In the post-World War II era, legislators found themselves in a quandary as they were confronted with a growing list of commercial, fiscal, and environmental offenses that did not actually cause direct harm to any one identifiable victim; there was no stinking corpse. They decided that confiscating the proceeds of crime would adequately deter potential criminals. Anxious to avoid confiscation, organized criminals now needed to give these huge sums of money not easily consumed or invested in the legal economy without raising eyebrows a patina of legitimacy: they needed to "launder" it. Money laundering has been dubbed the "Achilles heel of organized crime", for it compels mobsters to seek out and co-opt established businessmen and women with highly technical know-how and access to legal institutions like banks to launder their plunder.
[2]
The term "money laundering" does not derive, as is often said, from
Al Capone having used
laundromats to hide ill-gotten gains. It is more likely to mean that dirty money is made clean. At some point in the process there must be a switch between the two; necessarily the art is to keep that switch hidden.[
citation needed]
Meyer Lansky perfected a predecessor of money laundering, "capital flight," transferring his funds to Switzerland and other offshore places. The first reference to the term "money laundering" itself actually appears during the
Watergate scandal. US President
Richard Nixon's "Committee to Re-elect the President" moved dirty campaign contributions to Mexico, then brought the money back through a company in Miami. It was
Britain's The Guardian newspaper that coined the term, referring to the process as "laundering." (See
Jeffrey Robinson's three books on money laundering, The Laundrymen, The Merger and The Sink.)

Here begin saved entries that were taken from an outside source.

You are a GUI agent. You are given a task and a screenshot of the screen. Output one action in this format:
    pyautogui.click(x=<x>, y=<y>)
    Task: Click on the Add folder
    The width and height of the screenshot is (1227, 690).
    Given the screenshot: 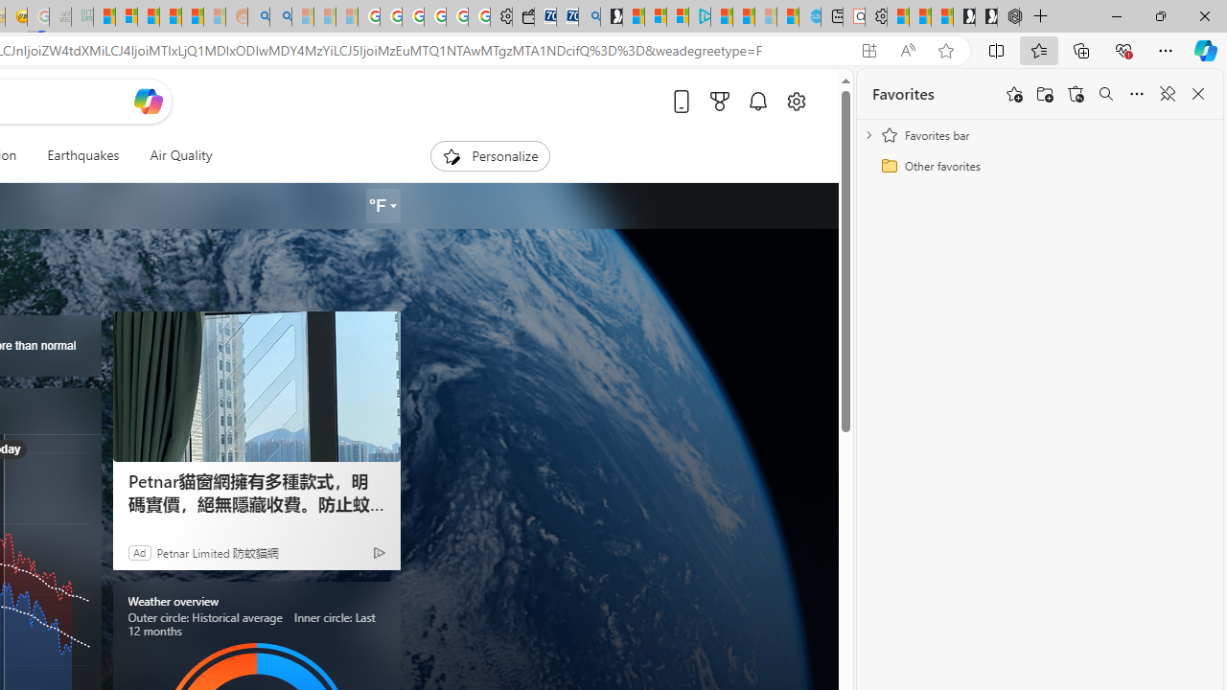 What is the action you would take?
    pyautogui.click(x=1045, y=94)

Money may be laundered through a complex business network of shell companies and trusts based in
tax havens. "
Smurfing" is an example of a money laundering technique.
Examples
Cashing up
A business taking large amounts of small change each week (e.g. a
convenience store) needs to deposit that money in a bank. If its deposits vary greatly for no obvious reason this can draw suspicion; but if the transactions are regular and roughly the same the suspicion is easily discounted. This is the basis of all money laundering, a track record of depositing clean money before slipping through dirty money.

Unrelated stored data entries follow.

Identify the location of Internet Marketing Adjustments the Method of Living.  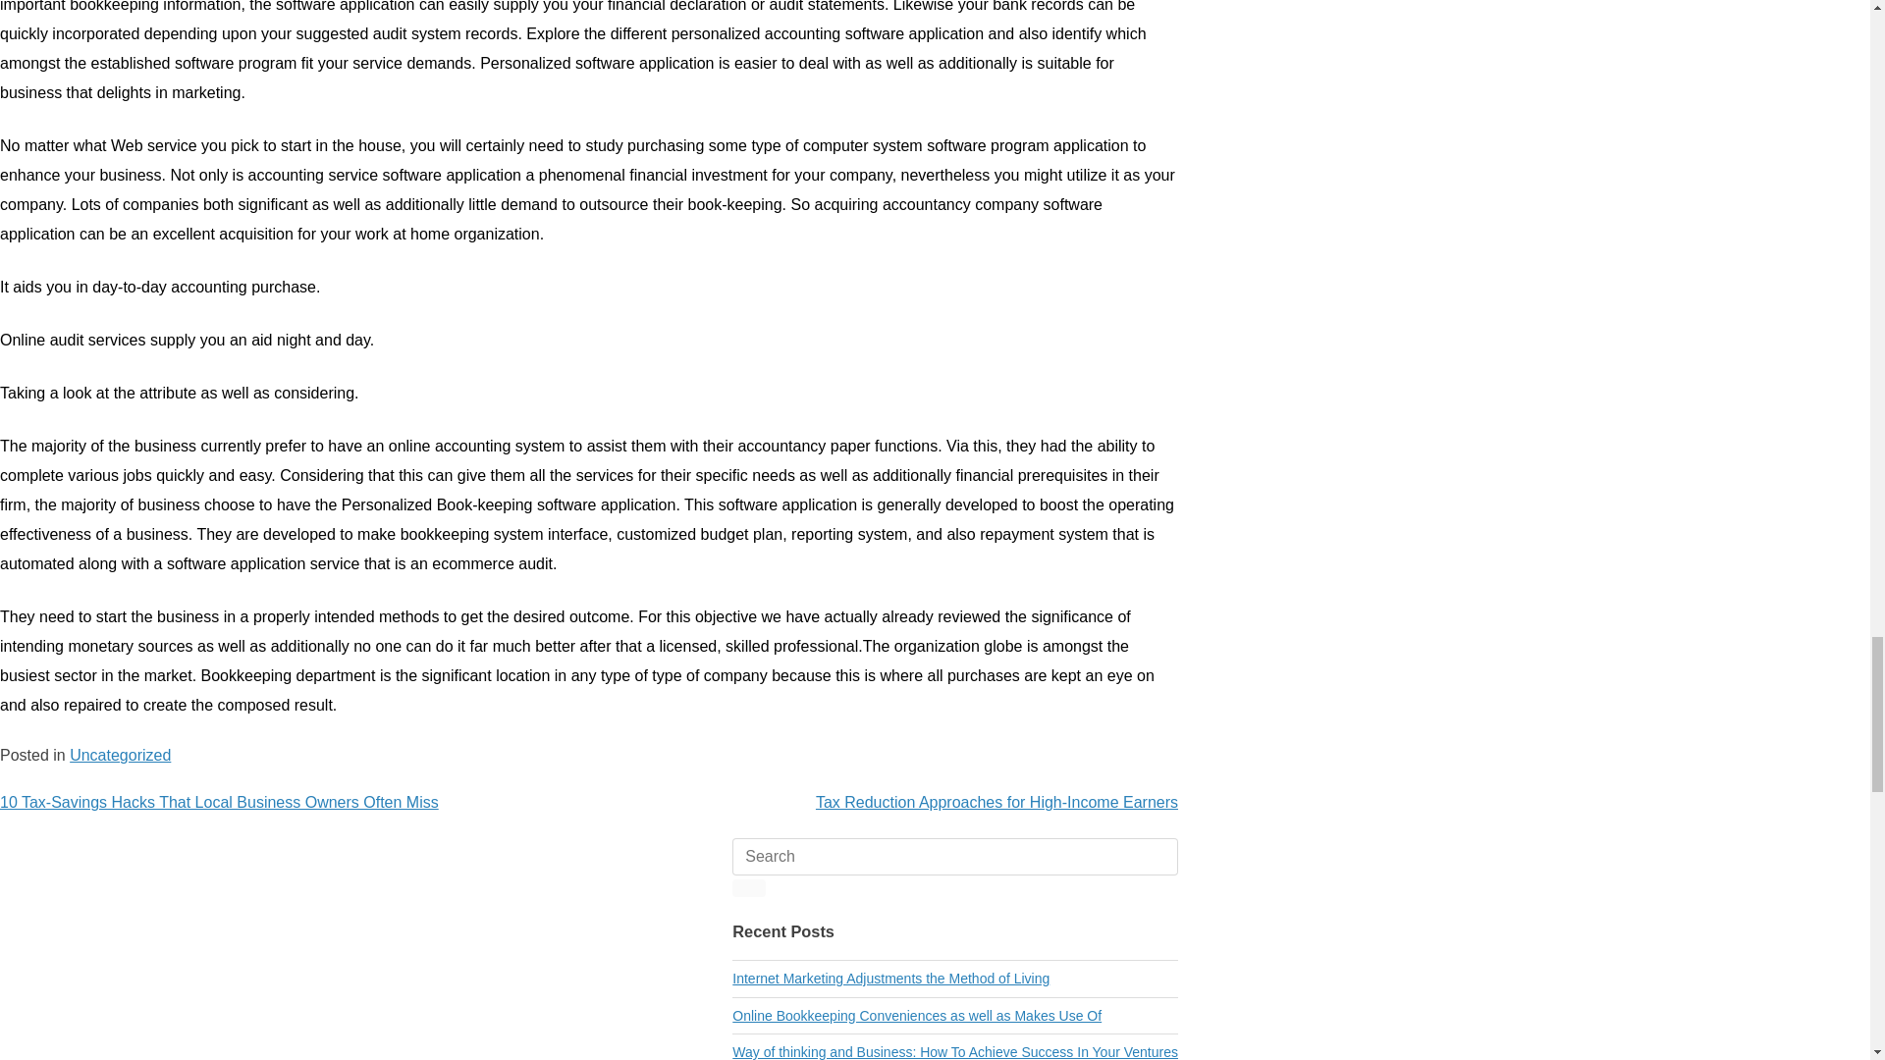
(892, 979).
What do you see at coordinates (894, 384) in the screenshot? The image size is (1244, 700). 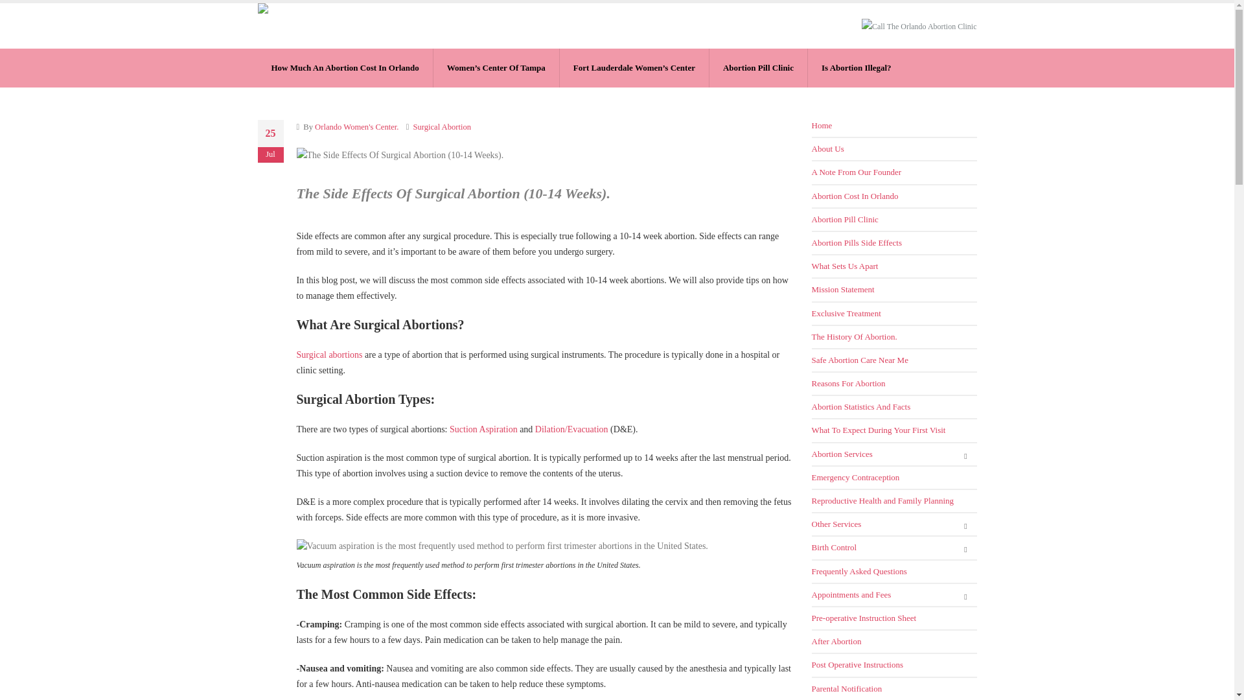 I see `Reasons For Abortion` at bounding box center [894, 384].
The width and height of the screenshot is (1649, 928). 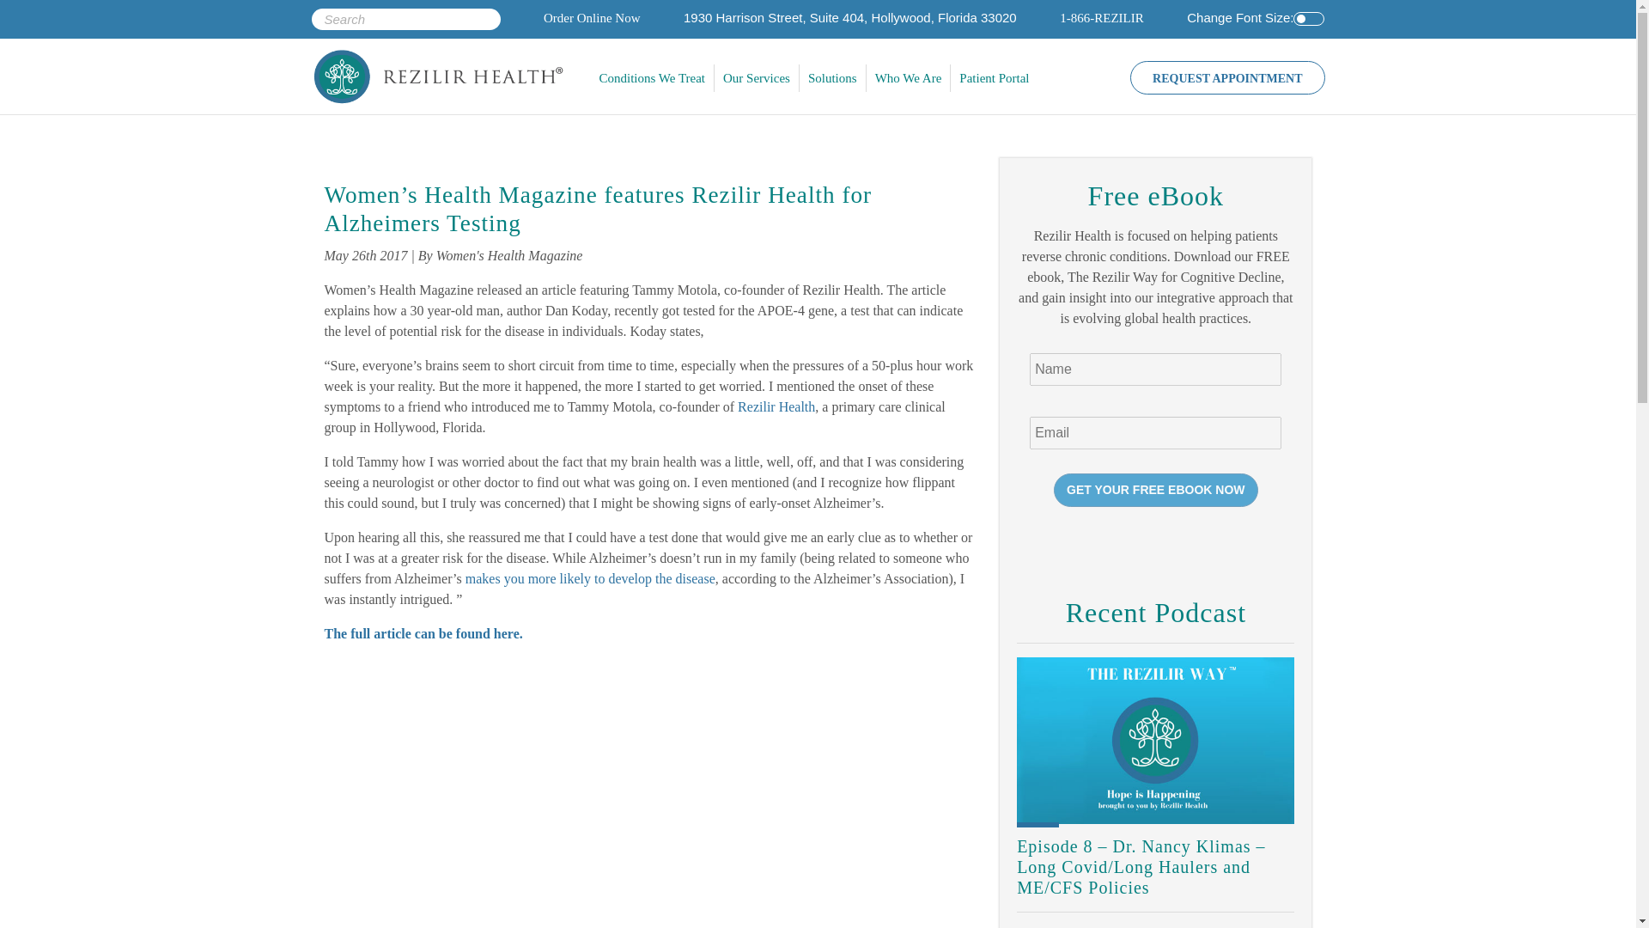 What do you see at coordinates (757, 77) in the screenshot?
I see `Our Services` at bounding box center [757, 77].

In the United States, for example, cash transactions and deposits of more than $10,000 must be reported by the cashier (the bank etc) as "significant cash transactions" to the Financial Crimes Enforcement Network
FinCEN, with any other suspicious financial activity identified as "
suspicious activity reports" (SARs).
In other jurisdictions suspicion-based requirements may be placed on financial services employees and firms to report suspicious activity to the authorities.
Captive business
Another method is to start a business whose cash inflow cannot be monitored, and funnel the small change into it and pay taxes on it. But all bank employees are trained to be constantly on the lookout for transactions that seem to be trying to get around reporting requirements. To avoid suspicion, shell companies should deal directly with the public, perform some service (not provide physical goods), and have a business that reasonably would accept cash as a matter of course. Dealing directly with the public in cash gives a plausible reason for not having a record of customers.
For example, it is quite reasonable to think that a hairstylist is paid in cash and, even if she knows her customer's names, does not know their bank details. A record of a haircut must ostensibly be accepted as
prima facie evidence. Service businesses have the advantage of the anonymity of resources but the disadvantage that they must deal in cash. A business that sells computers has to account for the computers, whereas the hairstylist does not have to produce the cut hair, but the receipt for the computer, even if inflated, exists that for the haircut probably does not. It is of course also possible to invent customers, purely for the purpose of accepting money from them.